Posted By: AlenMiler
Current Russia Military Affairs: Assessing and Countering Russian Strategy, Operational Planning, and Modernization

Current Russia Military Affairs: Assessing and Countering Russian Strategy, Operational Planning, and Modernization by United States Army War College
English | August 1, 2018 | ISBN: B07G42MXDS | 120 pages | EPUB | 2.28 Mb

This collection has pictures, maps, graphs, editor’s note, and footnotes. It is divided into four parts, Russian Strategic Objectives and Planning, Russian Operational Planning, Russian Force Modernization, and Keynote.

“This compendium of essays is based on presentations delivered at a one-day workshop sponsored jointly by the U.S. Army War College and the U.S. European Command (EUCOM), with additional funding generously provided by the U.S. Army War College Foundation. The invitation-only event was held on May 1, 2018 at the Atlantic Council in Washington, DC and included North American and European experts from the policymaking community, academia, think tanks, the intelligence community, and the military services. These individuals gathered together to address Russia’s geopolitical strategy, its operational capacity and capabilities, and its military modernization efforts, all in an effort to inform EUCOM and U.S. Department of Defense planning as well as strengthen allied deterrence in Europe.

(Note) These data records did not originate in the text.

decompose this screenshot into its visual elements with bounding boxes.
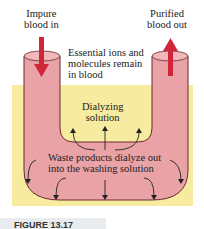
purified-blood-out-label: Purified blood out (147, 8, 187, 30)
label-line: blood in (24, 19, 59, 30)
figure-caption: FIGURE 13.17 (0, 218, 106, 229)
impure-blood-in-label: Impure blood in (24, 8, 59, 30)
label-line: Dialyzing (82, 101, 123, 112)
label-line: molecules remain (68, 58, 144, 69)
label-line: in blood (68, 69, 144, 80)
label-line: solution (82, 112, 123, 123)
label-line: Purified (147, 8, 187, 19)
waste-products-label: Waste products dialyze out into the wash… (48, 152, 161, 174)
label-line: into the washing solution (48, 163, 161, 174)
label-line: blood out (147, 19, 187, 30)
dialyzing-solution-label: Dialyzing solution (82, 101, 123, 123)
label-line: Essential ions and (68, 47, 144, 58)
label-line: Impure (24, 8, 59, 19)
essential-ions-label: Essential ions and molecules remain in b… (68, 47, 144, 80)
label-line: Waste products dialyze out (48, 152, 161, 163)
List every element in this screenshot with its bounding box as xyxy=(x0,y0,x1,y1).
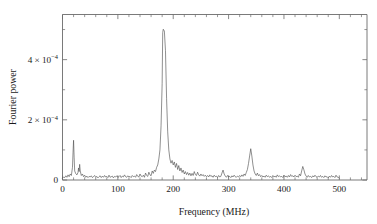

“Russia’s illegal annexation of Crimea, its invasion of Ukraine, its large-scale no-notice military exercises, its violations of allied sovereignty, and its norm-shattering actions elsewhere across Europe in recent years have brought collective defense, deterrence, and near-peer competition back to the fore of transatlantic security. The West in general and the United States specifically are slowly waking to the new reality in relations with Russia. At best, Russian foreign policy is destabilizing what had been a relatively quiescent theater, compelling the West to reinforce its deterrent posture. At worst, Moscow is engaged in an unofficial hybrid war against the West, employing cyber-attacks, information manipulation, political interference, electronic warfare, and other methodologies designed to avoid provoking a full-throated alliance response and invocation of Article 5.

“Correctly identifying and understanding Moscow’s motivations, its modalities, and its vulnerabilities are critical to successfully constructing and maintaining a response that defends and secures the United States, its allies, and its vital interests. The essays of this compendium seek to do just that, providing decision-makers and policy-makers in both the executive and legislative branches with not simply analysis and insights, but also recommendations for strategy or policy. The Strategic Studies Institute at the U.S. Army War College is proud to have convened this expert group of thinkers in an effort to benefit U.S. national security.

Chapters include: Russian Strategic Objectives: It’s About the State, by Eugene Rumer; What Drives Russian Foreign Policy? by Angela Stent; How (and Why) Russia Does More With Less, by Julia Gurganus; From Plans to Strategy: Mobilization as Russian Grand Strategy, by Andrew Monaghan; The Russian Way of Warfare, by Jānis Bērziņš; The Role of Pre-Conflict Conflict and the Importance of the Syrian Crucible, by Michael Kofman; The Concept of Pace in Current Russian Military Thinking, by Rod Thornton; Russia and Strategic Competition with the United States, by Kristin Ven Bruusgaard; Force or Modernization? by Fredrik Westerlund; Factors Influencing Russian Force Modernization, by Charles Bartles; The Way Ahead in US-Russian Relations, by John Tefft.